I saw athlete running towards me on fire after attack, neighbour tells BBC
Outside the house where Rebecca Cheptegei lived, flowers have been placed on grass that was charred as the runner rolled on the ground to put out the flames engulfing her.
The 33-year-old Olympic runner died on Thursday from injuries sustained when her former partner allegedly doused her with petrol and set her ablaze days earlier while at home with her two daughters.
“I was in the house and heard people screaming, ‘fire’. When I came out, I saw Rebecca running towards my house on fire, shouting ‘help me,” Agnes Barabara, Ms Cheptegei’s immediate neighbour, tearfully told the BBC.
“As I went to look for water and started calling out for help, her assailant appeared again and doused more petrol on her, but then he too got burned and he ran off towards the garden to try to put it out. We then went to help Rebecca.”
Ms Barabara said she’d never seen anyone “burn alive” before, and couldn’t eat for days after the incident.
“She was a very good neighbour and just recently she shared with me maize she’d harvested.”
Police are treating the death as a murder, with her ex-partner named by police as the main suspect.
Local administrators said the two had been in conflict about the small piece of land where Ms Cheptegei lived, with the case awaiting resolution.
He will be arraigned in court on charges once he is out of hospital, where he continues to recover from injuries he sustained during the incident.
“We have opened a file, investigations are at an advanced stage,” said divisional criminal investigations officer Kennedy Apindi.
Ms Cheptegei’s mother Agnes said her daughter “was always obedient as a child, and very kind and jovial all through her life”.
Emmanual Kimutai, a friend and neighbour who attended school with Ms Cheptegei, described her as a “very exciting” and “determined” person.
“Even in primary school she was already doing very well in athletics, she was our champion,” Mr Kimutai said.
The Olympian was born on the Kenyan side of the Kenya-Uganda border, but chose to cross over and represent Uganda to chase her athletics dream when she did not get a breakthrough in Kenya.
When she started getting into athletics, she joined the Uganda People’s Defence Forces in 2008 and rose to sergeant rank.
Her career included competing in the Olympics in Paris this year.

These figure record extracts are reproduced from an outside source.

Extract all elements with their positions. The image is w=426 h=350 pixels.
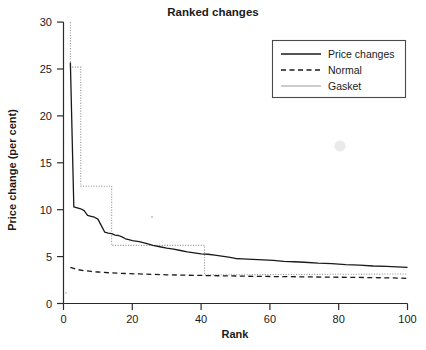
x-tick-label: 80	[333, 313, 345, 325]
x-tick-label: 20	[126, 313, 138, 325]
x-tick-label: 60	[264, 313, 276, 325]
x-tick-label: 40	[195, 313, 207, 325]
scan-speck	[151, 216, 153, 218]
y-tick-label: 25	[40, 63, 52, 75]
chart-figure: Ranked changes Price change (per cent) R…	[0, 0, 426, 350]
ranked-changes-chart: Ranked changes Price change (per cent) R…	[0, 0, 426, 350]
scan-smudge	[335, 141, 346, 152]
chart-legend: Price changes Normal Gasket	[273, 41, 406, 98]
y-tick-label: 5	[46, 251, 52, 263]
x-tick-label: 0	[60, 313, 66, 325]
y-tick-label: 20	[40, 110, 52, 122]
y-tick-label: 0	[46, 298, 52, 310]
y-tick-label: 15	[40, 157, 52, 169]
legend-label-gasket: Gasket	[328, 80, 361, 92]
y-tick-label: 10	[40, 204, 52, 216]
scan-speck	[65, 292, 67, 294]
y-tick-label: 30	[40, 16, 52, 28]
y-axis-title: Price change (per cent)	[6, 109, 18, 231]
x-tick-label: 100	[398, 313, 416, 325]
legend-label-normal: Normal	[328, 64, 362, 76]
legend-label-price-changes: Price changes	[328, 48, 395, 60]
chart-title: Ranked changes	[167, 6, 258, 18]
x-axis-title: Rank	[222, 328, 250, 340]
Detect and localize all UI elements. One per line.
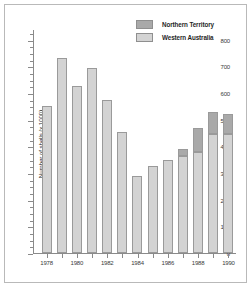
x-tick-label: 1986 (162, 260, 175, 266)
y-tick-major (28, 254, 33, 255)
y-tick-major (28, 147, 33, 148)
y-tick-minor (30, 187, 33, 188)
y-tick-minor (30, 234, 33, 235)
y-tick-minor (30, 47, 33, 48)
y-tick-minor (30, 207, 33, 208)
x-tick (183, 254, 184, 258)
bar-segment-western-australia (208, 134, 218, 253)
x-tick-label: 1980 (71, 260, 84, 266)
bar-segment-northern-territory (208, 112, 218, 134)
x-axis-line (33, 253, 236, 254)
x-tick (138, 254, 139, 258)
y-tick-major (28, 41, 33, 42)
y-tick-minor (30, 114, 33, 115)
y-tick-minor (30, 127, 33, 128)
x-tick-label: 1984 (131, 260, 144, 266)
x-tick (122, 254, 123, 258)
x-tick (198, 254, 199, 258)
y-tick-minor (30, 61, 33, 62)
y-tick-minor (30, 214, 33, 215)
x-tick (92, 254, 93, 258)
x-tick (47, 254, 48, 258)
x-tick (153, 254, 154, 258)
x-tick (213, 254, 214, 258)
bar-group (57, 29, 67, 253)
bar-group (87, 29, 97, 253)
y-tick-minor (30, 54, 33, 55)
x-tick (62, 254, 63, 258)
x-tick-label: 1988 (192, 260, 205, 266)
x-tick (168, 254, 169, 258)
y-tick-minor (30, 154, 33, 155)
y-tick-minor (30, 34, 33, 35)
y-tick-major (28, 227, 33, 228)
bar-segment-western-australia (223, 134, 233, 253)
bar-group (72, 29, 82, 253)
bar-segment-western-australia (42, 106, 52, 253)
bar-segment-western-australia (102, 100, 112, 253)
y-tick-major (28, 94, 33, 95)
y-axis-line (33, 30, 34, 254)
bar-segment-western-australia (132, 176, 142, 253)
legend-swatch-northern-territory (136, 20, 153, 29)
y-tick-minor (30, 107, 33, 108)
y-tick-minor (30, 81, 33, 82)
y-tick-minor (30, 167, 33, 168)
bar-segment-northern-territory (178, 149, 188, 156)
x-tick (228, 254, 229, 258)
bar-group (148, 29, 158, 253)
bar-group (223, 29, 233, 253)
y-tick-minor (30, 141, 33, 142)
y-tick-major (28, 67, 33, 68)
y-tick-minor (30, 87, 33, 88)
y-tick-minor (30, 101, 33, 102)
bar-group (163, 29, 173, 253)
bar-segment-western-australia (193, 152, 203, 253)
bar-segment-western-australia (117, 132, 127, 253)
x-tick-label: 1978 (40, 260, 53, 266)
bar-group (42, 29, 52, 253)
y-tick-minor (30, 194, 33, 195)
y-tick-major (28, 121, 33, 122)
bar-group (117, 29, 127, 253)
bar-segment-western-australia (57, 58, 67, 253)
y-tick-minor (30, 247, 33, 248)
y-tick-major (28, 201, 33, 202)
bar-segment-northern-territory (193, 128, 203, 152)
y-tick-minor (30, 161, 33, 162)
y-tick-minor (30, 221, 33, 222)
x-tick-label: 1982 (101, 260, 114, 266)
bar-segment-western-australia (178, 156, 188, 253)
bar-segment-western-australia (163, 160, 173, 253)
legend-label-northern-territory: Northern Territory (162, 21, 214, 28)
y-tick-minor (30, 241, 33, 242)
bar-group (193, 29, 203, 253)
plot-area: 0100200300400500600700800 19781980198219… (33, 30, 236, 254)
y-tick-minor (30, 134, 33, 135)
x-tick-label: 1990 (222, 260, 235, 266)
y-tick-minor (30, 74, 33, 75)
bar-segment-western-australia (72, 86, 82, 253)
x-tick (77, 254, 78, 258)
bar-group (102, 29, 112, 253)
bar-segment-western-australia (148, 166, 158, 253)
chart-figure: Number of shells (x 1000) Northern Terri… (0, 0, 251, 287)
y-tick-major (28, 174, 33, 175)
x-tick (107, 254, 108, 258)
bar-group (208, 29, 218, 253)
y-tick-minor (30, 181, 33, 182)
bar-group (132, 29, 142, 253)
bar-group (178, 29, 188, 253)
bar-segment-northern-territory (223, 114, 233, 134)
bar-segment-western-australia (87, 68, 97, 253)
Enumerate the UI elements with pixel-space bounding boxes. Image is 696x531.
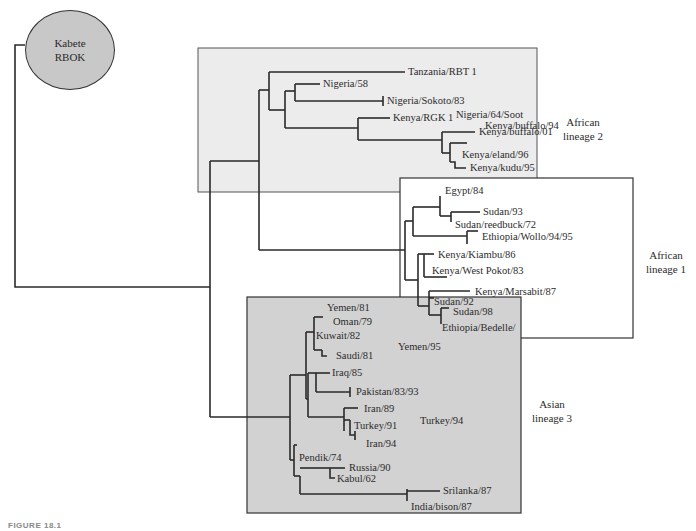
- taxon-label: Yemen/95: [398, 341, 441, 353]
- taxon-label: Kenya/West Pokot/83: [432, 265, 524, 277]
- taxon-label: Ethiopia/Wollo/94/95: [482, 231, 573, 243]
- root-node-kabete-rbok: Kabete RBOK: [25, 10, 115, 90]
- group-label-line1: African: [636, 248, 696, 262]
- taxon-label: Kabul/62: [337, 473, 376, 485]
- taxon-label: Ethiopia/Bedelle/: [442, 322, 515, 334]
- taxon-label: Saudi/81: [336, 350, 373, 362]
- group-label-asian-lineage-3: Asian lineage 3: [522, 397, 582, 425]
- taxon-label: Sudan/93: [483, 206, 523, 218]
- taxon-label: India/bison/87: [411, 501, 472, 513]
- taxon-label: Iraq/85: [332, 367, 362, 379]
- taxon-label: Kenya/Marsabit/87: [475, 286, 556, 298]
- taxon-label: Srilanka/87: [443, 485, 491, 497]
- taxon-label: Sudan/reedbuck/72: [455, 219, 536, 231]
- taxon-label: Nigeria/58: [323, 78, 368, 90]
- group-label-line2: lineage 3: [522, 411, 582, 425]
- taxon-label: Egypt/84: [445, 185, 484, 197]
- taxon-label: Kenya/eland/96: [462, 149, 528, 161]
- group-label-african-lineage-1: African lineage 1: [636, 248, 696, 276]
- taxon-label: Kenya/kudu/95: [470, 162, 535, 174]
- root-label-line2: RBOK: [55, 50, 86, 64]
- taxon-label: Kenya/buffalo/01: [479, 126, 553, 138]
- taxon-label: Tanzania/RBT 1: [408, 66, 477, 78]
- figure-caption: FIGURE 18.1: [8, 521, 62, 530]
- taxon-label: Nigeria/Sokoto/83: [387, 95, 465, 107]
- taxon-label: Turkey/91: [354, 420, 397, 432]
- taxon-label: Sudan/98: [453, 306, 493, 318]
- taxon-label: Kenya/RGK 1: [393, 112, 453, 124]
- taxon-label: Iran/94: [366, 438, 396, 450]
- taxon-label: Turkey/94: [420, 415, 463, 427]
- taxon-label: Kuwait/82: [316, 330, 360, 342]
- group-label-line2: lineage 1: [636, 262, 696, 276]
- taxon-label: Pakistan/83/93: [356, 386, 418, 398]
- phylogenetic-tree-figure: Kabete RBOK Tanzania/RBT 1 Nigeria/58 Ni…: [0, 0, 696, 531]
- group-label-line1: Asian: [522, 397, 582, 411]
- root-label-line1: Kabete: [54, 36, 85, 50]
- taxon-label: Iran/89: [364, 403, 394, 415]
- taxon-label: Yemen/81: [327, 302, 370, 314]
- group-label-line2: lineage 2: [553, 129, 613, 143]
- taxon-label: Kenya/Kiambu/86: [438, 249, 516, 261]
- group-label-line1: African: [553, 115, 613, 129]
- group-label-african-lineage-2: African lineage 2: [553, 115, 613, 143]
- taxon-label: Pendik/74: [299, 452, 342, 464]
- taxon-label: Oman/79: [333, 316, 372, 328]
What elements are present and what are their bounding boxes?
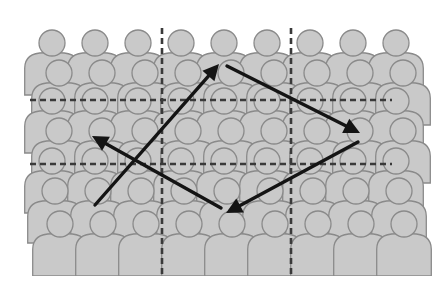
diagram-canvas <box>0 0 447 295</box>
crowd-circulation-diagram <box>0 0 447 295</box>
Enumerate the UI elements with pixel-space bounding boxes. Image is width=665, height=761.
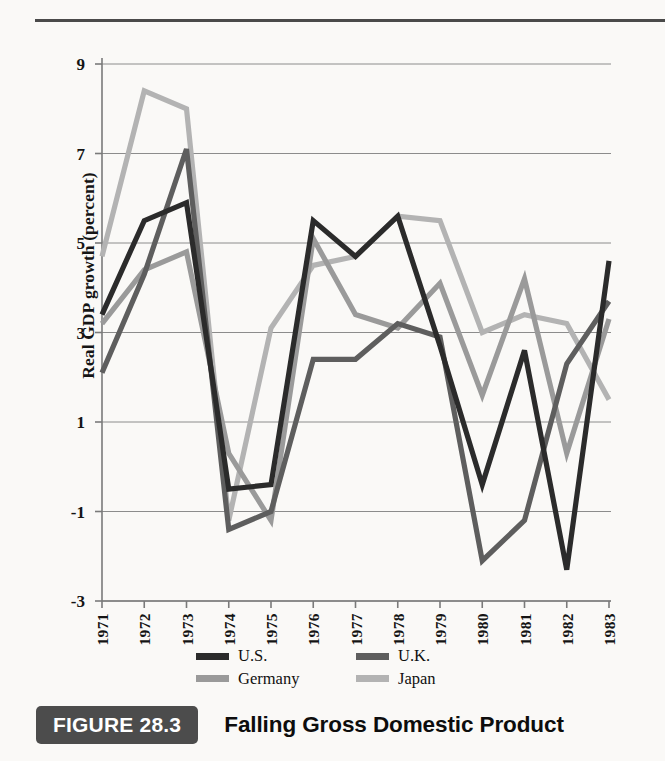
chart-legend: U.S.U.K.GermanyJapan <box>196 648 526 687</box>
x-tick-label: 1983 <box>601 613 619 646</box>
legend-label-germany: Germany <box>238 671 299 688</box>
legend-label-uk: U.K. <box>398 648 430 665</box>
y-tick-label: 3 <box>45 325 85 342</box>
figure-caption: FIGURE 28.3 Falling Gross Domestic Produ… <box>36 706 564 744</box>
x-tick-label: 1978 <box>390 613 408 646</box>
x-tick-label: 1972 <box>136 613 154 646</box>
figure-number-badge: FIGURE 28.3 <box>36 706 198 744</box>
figure-title: Falling Gross Domestic Product <box>224 714 564 737</box>
x-tick-label: 1976 <box>305 613 323 646</box>
legend-item-germany: Germany <box>196 671 356 688</box>
line-chart-plot <box>0 0 665 640</box>
y-tick-label: 9 <box>45 56 85 73</box>
x-tick-label: 1980 <box>474 613 492 646</box>
y-tick-label: -1 <box>45 504 85 521</box>
x-tick-label: 1979 <box>432 613 450 646</box>
legend-item-us: U.S. <box>196 648 356 665</box>
y-tick-label: 1 <box>45 414 85 431</box>
figure-page: Real GDP growth (percent) 97531-1-3 1971… <box>0 0 665 761</box>
chart-container: Real GDP growth (percent) 97531-1-3 1971… <box>0 0 665 640</box>
legend-label-japan: Japan <box>398 671 436 688</box>
legend-swatch-uk <box>356 653 389 660</box>
x-tick-label: 1975 <box>263 613 281 646</box>
y-tick-label: 5 <box>45 235 85 252</box>
legend-swatch-germany <box>196 675 229 682</box>
legend-item-japan: Japan <box>356 671 516 688</box>
y-tick-label: -3 <box>45 593 85 610</box>
y-tick-label: 7 <box>45 146 85 163</box>
legend-swatch-us <box>196 653 229 660</box>
x-tick-label: 1981 <box>517 613 535 646</box>
series-line-uk <box>102 149 609 561</box>
legend-label-us: U.S. <box>238 648 267 665</box>
legend-swatch-japan <box>356 675 389 682</box>
x-tick-label: 1973 <box>179 613 197 646</box>
x-tick-label: 1974 <box>221 613 239 646</box>
series-line-germany <box>102 239 609 521</box>
x-tick-label: 1982 <box>559 613 577 646</box>
legend-item-uk: U.K. <box>356 648 516 665</box>
x-tick-label: 1977 <box>348 613 366 646</box>
x-tick-label: 1971 <box>94 613 112 646</box>
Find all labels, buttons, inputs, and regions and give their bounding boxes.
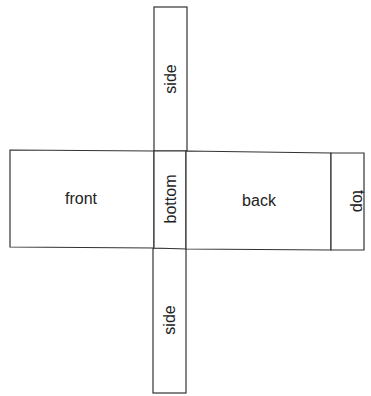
label-front: front <box>65 190 98 207</box>
panel-bottom: bottom <box>154 151 186 249</box>
label-top: top <box>350 190 367 212</box>
box-net-diagram: side side front bottom back top <box>0 0 371 396</box>
label-bottom: bottom <box>162 175 179 224</box>
label-side-top: side <box>162 64 179 93</box>
panel-back: back <box>186 151 331 250</box>
panel-side-bottom: side <box>153 248 186 393</box>
label-side-bottom: side <box>161 305 178 334</box>
label-back: back <box>242 192 277 209</box>
panel-top: top <box>331 153 367 250</box>
panel-front: front <box>10 150 154 248</box>
panel-side-top: side <box>154 7 187 151</box>
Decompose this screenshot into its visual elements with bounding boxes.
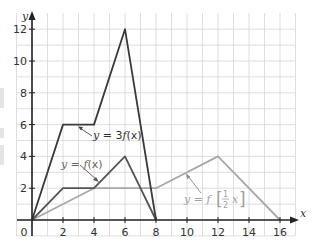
origin-label: 0 — [21, 226, 28, 239]
x-tick-label: 2 — [60, 226, 67, 239]
svg-text:y = f(x): y = f(x) — [60, 158, 103, 171]
y-axis-arrow-icon — [29, 11, 36, 20]
x-tick-label: 14 — [242, 226, 256, 239]
y-tick-label: 6 — [20, 119, 27, 132]
svg-text:]: ] — [239, 189, 246, 209]
x-tick-label: 6 — [122, 226, 129, 239]
svg-text:y = f: y = f — [183, 193, 212, 206]
x-axis-label: x — [300, 207, 307, 220]
pointer-arrow — [188, 176, 201, 193]
svg-text:x: x — [232, 193, 239, 206]
x-tick-label: 4 — [91, 226, 98, 239]
y-tick-label: 2 — [20, 182, 27, 195]
y-tick-label: 12 — [13, 23, 27, 36]
svg-text:1: 1 — [223, 190, 228, 199]
x-tick-label: 10 — [180, 226, 194, 239]
label-3fx: y = 3f(x) — [78, 127, 142, 143]
y-axis-label: y — [21, 10, 29, 23]
x-tick-label: 16 — [273, 226, 287, 239]
grid — [17, 13, 296, 236]
x-tick-label: 12 — [211, 226, 225, 239]
label-f-half-x: y = f [ 1 2 x ] — [183, 174, 246, 211]
pointer-arrow — [80, 128, 92, 136]
svg-text:[: [ — [216, 189, 223, 209]
y-tick-label: 10 — [13, 55, 27, 68]
label-fx: y = f(x) — [60, 158, 103, 182]
svg-text:2: 2 — [223, 201, 228, 210]
x-axis-arrow-icon — [290, 217, 299, 224]
x-tick-label: 8 — [153, 226, 160, 239]
svg-text:y = 3f(x): y = 3f(x) — [92, 129, 142, 142]
y-tick-label: 8 — [20, 87, 27, 100]
function-graph: x y 246810121416246810120 y = 3f(x) y = … — [0, 0, 313, 248]
y-tick-label: 4 — [20, 150, 27, 163]
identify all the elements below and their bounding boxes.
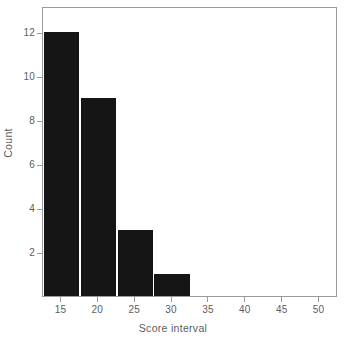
x-axis-tick-label: 45 <box>276 304 288 315</box>
y-axis-tick-label: 4 <box>29 203 37 215</box>
y-axis-tick-label: 10 <box>23 71 37 83</box>
x-axis-tick-label: 40 <box>239 304 251 315</box>
x-axis-tick-mark <box>97 297 98 302</box>
y-axis-tick-label: 12 <box>23 27 37 39</box>
y-axis-tick: 12 <box>23 27 42 39</box>
y-axis-tick: 8 <box>29 115 42 127</box>
y-axis-tick: 10 <box>23 71 42 83</box>
y-axis-tick: 2 <box>29 247 42 259</box>
x-axis-tick-mark <box>318 297 319 302</box>
x-axis-tick: 40 <box>230 297 260 315</box>
x-axis-tick: 15 <box>45 297 75 315</box>
x-axis-tick-label: 15 <box>55 304 67 315</box>
x-axis-tick-label: 30 <box>165 304 177 315</box>
y-axis-tick: 4 <box>29 203 42 215</box>
x-axis-tick: 35 <box>193 297 223 315</box>
x-axis-tick-mark <box>60 297 61 302</box>
x-axis-tick-mark <box>281 297 282 302</box>
bar <box>44 32 79 296</box>
y-axis-tick-label: 8 <box>29 115 37 127</box>
x-axis-tick: 20 <box>82 297 112 315</box>
x-axis-tick-label: 35 <box>202 304 214 315</box>
x-axis-tick-mark <box>207 297 208 302</box>
bars-layer <box>43 8 336 296</box>
x-axis-tick-label: 25 <box>128 304 140 315</box>
y-axis-tick-label: 2 <box>29 247 37 259</box>
bar <box>154 274 189 296</box>
x-axis-tick: 50 <box>304 297 334 315</box>
x-axis-tick: 45 <box>267 297 297 315</box>
x-axis-tick-mark <box>244 297 245 302</box>
x-axis-tick-label: 50 <box>313 304 325 315</box>
y-axis-tick-label: 6 <box>29 159 37 171</box>
x-axis-tick-mark <box>134 297 135 302</box>
x-axis-title: Score interval <box>0 322 346 334</box>
histogram-chart: 24681012 Count 1520253035404550 Score in… <box>0 0 346 342</box>
bar <box>81 98 116 296</box>
x-axis-tick-label: 20 <box>92 304 104 315</box>
x-axis-tick: 25 <box>119 297 149 315</box>
bar <box>118 230 153 296</box>
plot-area <box>42 7 337 297</box>
y-axis-tick: 6 <box>29 159 42 171</box>
x-axis-tick-mark <box>171 297 172 302</box>
x-axis-tick: 30 <box>156 297 186 315</box>
y-axis-title: Count <box>2 113 14 173</box>
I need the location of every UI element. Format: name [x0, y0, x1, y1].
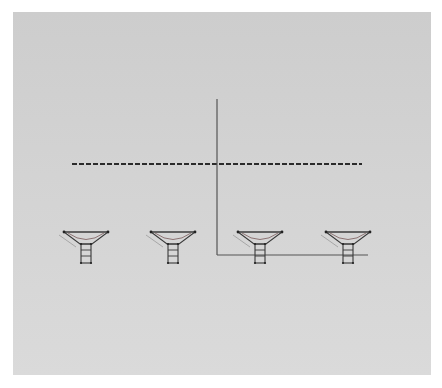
diagram-stage — [0, 0, 442, 388]
antenna-dish — [321, 231, 371, 265]
antenna-dish — [233, 231, 283, 265]
interferometer-diagram — [0, 0, 442, 388]
antenna-dish — [146, 231, 196, 265]
antenna-dish — [59, 231, 109, 265]
antenna-array — [59, 231, 371, 265]
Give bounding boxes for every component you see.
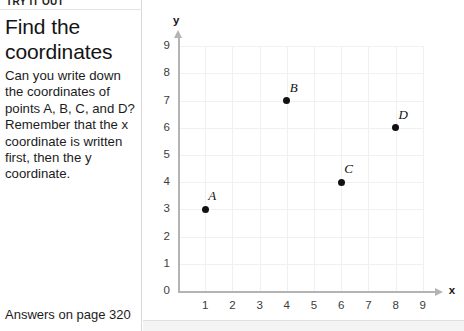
y-axis-label: y xyxy=(173,14,179,26)
x-axis-tick-label: 6 xyxy=(333,299,349,311)
gridline-horizontal xyxy=(178,155,423,156)
gridline-vertical xyxy=(287,46,288,291)
y-axis-tick-label: 9 xyxy=(156,39,170,51)
x-axis-tick-label: 2 xyxy=(224,299,240,311)
panel-eyebrow: TRY IT OUT xyxy=(6,0,64,7)
data-point-label-a: A xyxy=(208,188,216,204)
y-axis-tick-label: 8 xyxy=(156,66,170,78)
y-axis-tick-label: 3 xyxy=(156,202,170,214)
y-axis-tick-label: 7 xyxy=(156,94,170,106)
panel-divider xyxy=(0,9,142,10)
x-axis-tick-label: 8 xyxy=(388,299,404,311)
gridline-vertical xyxy=(205,46,206,291)
y-axis-tick-label: 0 xyxy=(156,284,170,296)
gridline-vertical xyxy=(314,46,315,291)
y-axis-tick-label: 2 xyxy=(156,230,170,242)
coordinate-grid-panel: 0123456789123456789yxABCD xyxy=(143,0,464,320)
gridline-horizontal xyxy=(178,264,423,265)
x-axis-tick-label: 1 xyxy=(197,299,213,311)
x-axis-tick-label: 7 xyxy=(360,299,376,311)
gridline-vertical xyxy=(260,46,261,291)
y-axis-tick-label: 1 xyxy=(156,257,170,269)
data-point-label-d: D xyxy=(399,107,408,123)
answers-reference: Answers on page 320 xyxy=(5,307,141,322)
page-bottom-strip xyxy=(143,320,464,331)
y-axis-arrow-icon xyxy=(174,30,182,38)
y-axis-line xyxy=(178,38,180,292)
worksheet-page: TRY IT OUT Find the coordinates Can you … xyxy=(0,0,464,331)
x-axis-tick-label: 5 xyxy=(306,299,322,311)
x-axis-line xyxy=(178,291,435,293)
data-point-label-b: B xyxy=(290,80,298,96)
instruction-panel: TRY IT OUT Find the coordinates Can you … xyxy=(0,0,142,331)
gridline-horizontal xyxy=(178,237,423,238)
gridline-horizontal xyxy=(178,128,423,129)
y-axis-tick-label: 4 xyxy=(156,175,170,187)
y-axis-tick-label: 6 xyxy=(156,121,170,133)
gridline-vertical xyxy=(341,46,342,291)
gridline-horizontal xyxy=(178,101,423,102)
gridline-vertical xyxy=(232,46,233,291)
data-point-c xyxy=(338,179,345,186)
instruction-text: Can you write down the coordinates of po… xyxy=(5,68,141,183)
x-axis-label: x xyxy=(449,284,455,296)
gridline-horizontal xyxy=(178,46,423,47)
x-axis-arrow-icon xyxy=(435,288,443,296)
gridline-vertical xyxy=(368,46,369,291)
data-point-label-c: C xyxy=(344,161,353,177)
data-point-a xyxy=(202,206,209,213)
gridline-horizontal xyxy=(178,73,423,74)
gridline-horizontal xyxy=(178,182,423,183)
gridline-vertical xyxy=(423,46,424,291)
data-point-b xyxy=(283,97,290,104)
x-axis-tick-label: 4 xyxy=(279,299,295,311)
page-title: Find the coordinates xyxy=(5,14,139,64)
gridline-horizontal xyxy=(178,209,423,210)
scatter-plot: 0123456789123456789yxABCD xyxy=(143,0,464,320)
y-axis-tick-label: 5 xyxy=(156,148,170,160)
x-axis-tick-label: 9 xyxy=(415,299,431,311)
x-axis-tick-label: 3 xyxy=(252,299,268,311)
data-point-d xyxy=(392,124,399,131)
gridline-vertical xyxy=(396,46,397,291)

Although she came 44th in the marathon, people in her home area called her “champion”.
She lived in Chepkum, a village in Kenya about 25km (15 miles) from the border with Uganda, in a rural area whose main economic activity is farming.
Residents also tend to cattle and it is common to see cows, goats, and sheep grazing outside homes. The wider area, called Trans-Nzoia county, is well known as Kenya’s biggest producer of maize, which is the main ingredient for the country’s staple food.
Locals at a shopping centre near her house spoke fondly about a woman they sometimes waved at as she trained along the road whenever she was not in competition or training in Uganda.
Kind and humble were the words often mentioned by people there.
While celebrated as an athlete, her personal life was in turmoil. Her former classmate said her performance at the Olympics was because she did not “have peace” due to the conflict with her ex-partner that began last year.
“They used to live together but began falling out last year because of money,” her brother Jacob recalled. “He asked my sister: what do you do with all the money you make?”
Police told the BBC that the two had previously reported domestic disputes in different stations – which they withdrew.
As Ms Cheptegei’s family waits for justice, they continue to prepare her final journey. She will be laid to rest on 14 September at their ancestral home in Bukwo, Uganda.
The Ugandan is the third athlete to be killed in Kenya in the last three years, where intimate partners are named as the main suspects by police. Athlete-led gender-based violence activist group, Tirop’s Angels, said the trend must end.
“What is heart-breaking is her children witnessed their mother’s attack,” Joan Chelimo, a co-founder of Tirop’s Angels said, as she fought back tears.
“This violence against athletes must stop.”